Food Hall Feasibility Study Guide (2026): Template, Checklist & Pro Forma Inputs
Food Hall Feasibility Study Guide
A practical, investor-ready framework to validate demand, model economics, pressure-test vendor viability, and de-risk the build before you spend real money. Includes a feasibility checklist, pro forma inputs, and go / no-go thresholds.
What a Food Hall Feasibility Study Actually Proves
A feasibility study isn’t a vibe check. It’s evidence that demand, economics, and operations can work together at your specific site with realistic assumptions.
✅ You’re proving
⚠️ You’re not proving
The 8-Step Food Hall Feasibility Study (Operator-Grade)
Run these steps in order. Each step has outputs you can reuse for investors, lenders, city approvals, and tenant recruitment.
Go / No-Go Thresholds (Use These as Guardrails)
These aren’t universal rules, but they’re practical guardrails that keep teams from forcing a project that can’t cash flow.
✅ Strong signals
❌ Red flags
Pro Forma Inputs You Need (And How to Think About Them)
If you’re missing these inputs, you’re not “not ready” — you’re just guessing. Gather the inputs, then model ranges.

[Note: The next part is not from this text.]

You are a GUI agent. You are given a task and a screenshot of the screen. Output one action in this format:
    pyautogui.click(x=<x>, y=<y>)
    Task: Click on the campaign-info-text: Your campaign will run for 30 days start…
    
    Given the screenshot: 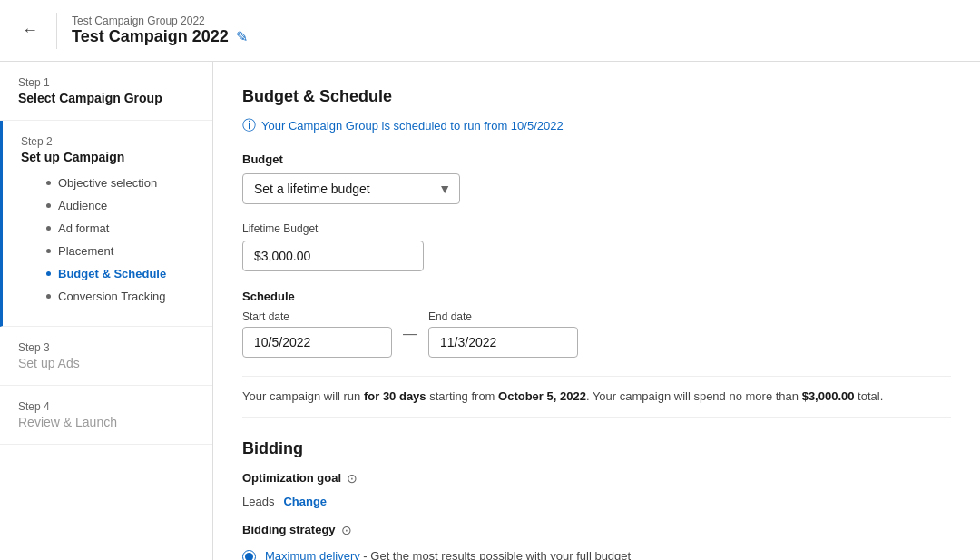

Common Failure Points (And How to Design Them Out)
Most “failed food halls” didn’t fail because the food was bad. They failed because the model created friction: operational, economic, or both.
Manual rent tracking + disputed sales
What happens: spreadsheets, arguments, delayed payments, and vendor churn.
Design fix: vendor-isolated reporting + automated percentage rent calculations (daily/weekly), with clear audit trails.
Pickup & throughput bottlenecks
What happens: crowding, lost orders, refunds, and “never again” reviews.
Design fix: clear pickup zoning by vendor + timed SMS + routing rules + peak pacing.
Vendor mix overlap (no reason to repeat)
What happens: vendors cannibalize each other and the hall becomes “one and done.”
Design fix: build a “gap map” and recruit anchors first, then fill complementary concepts.
Under-planned events + programming
What happens: marketing is sporadic, traffic is volatile.
Design fix: lock a programming cadence that matches your trade area (work nights, weekends, families).
Food Hall Feasibility Checklist (Copy / Paste)
If you can check most of these with evidence, you’re in “green light” territory. If you’re guessing, gather inputs before you build.
Market + demand
- Defined 5/10/15-minute trade area
- Identified routine traffic drivers (offices, residential, campus, transit)
- Mapped competitors (restaurants, grocery, delivery, entertainment)
- Validated daypart demand (weekday lunch + dinner)
- Accounted for seasonality & weather sensitivity
Site + design
- Access + visibility + parking reality check completed
- Seating capacity matches peak scenarios
- Pickup zones planned (avoid central bottlenecks)
- Restrooms & circulation sized for events
- MEP/hood/fire/grease scope understood early
Vendor strategy
- Vendor mix “gap map” created
- Anchor stalls identified (traffic drivers)
- Recruitment pipeline built (not just “we know a few vendors”)
- Turnover assumptions modeled (vendors change)
- Vendor onboarding + standards documented
Economics + ops
- Rent model defined (rev share, minimums, CAM, fees)
- Sales reporting plan is trusted and auditable
- Operating model (cleaning, security, GM, events) budgeted
- 36-month pro forma includes base + downside cases
- Capital + contingency aligned to expected NOI/payback
Want the fast path? Use Tabski’s calculators and operating system framework to model rent, vendor sales, and ROI with realistic scenarios.
Start the Feasibility Model →Turn Feasibility Into a Real Operating Plan
A strong feasibility study becomes your execution plan: vendor onboarding, rent automation, sales reporting, and a guest flow that doesn’t break at lunch rush.